Records supplied Start Marker

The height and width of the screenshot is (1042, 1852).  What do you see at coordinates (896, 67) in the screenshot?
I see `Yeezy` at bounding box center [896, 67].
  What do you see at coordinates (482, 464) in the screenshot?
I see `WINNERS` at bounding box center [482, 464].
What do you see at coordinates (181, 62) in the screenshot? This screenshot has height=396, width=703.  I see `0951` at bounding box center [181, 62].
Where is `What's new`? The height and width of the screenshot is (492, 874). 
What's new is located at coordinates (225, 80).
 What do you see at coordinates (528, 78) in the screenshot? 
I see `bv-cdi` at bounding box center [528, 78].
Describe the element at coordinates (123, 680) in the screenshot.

Records supplied End Marker

__Activity__. Only the lines from the one containing "What do you see at coordinates (181, 62)" to the end of the records should be repeated, exactly as they appear.

__Result of this task__.
What do you see at coordinates (181, 62) in the screenshot? This screenshot has height=396, width=703.  I see `0951` at bounding box center [181, 62].
Where is `What's new`? The height and width of the screenshot is (492, 874). 
What's new is located at coordinates (225, 80).
 What do you see at coordinates (528, 78) in the screenshot? 
I see `bv-cdi` at bounding box center [528, 78].
Describe the element at coordinates (123, 680) in the screenshot.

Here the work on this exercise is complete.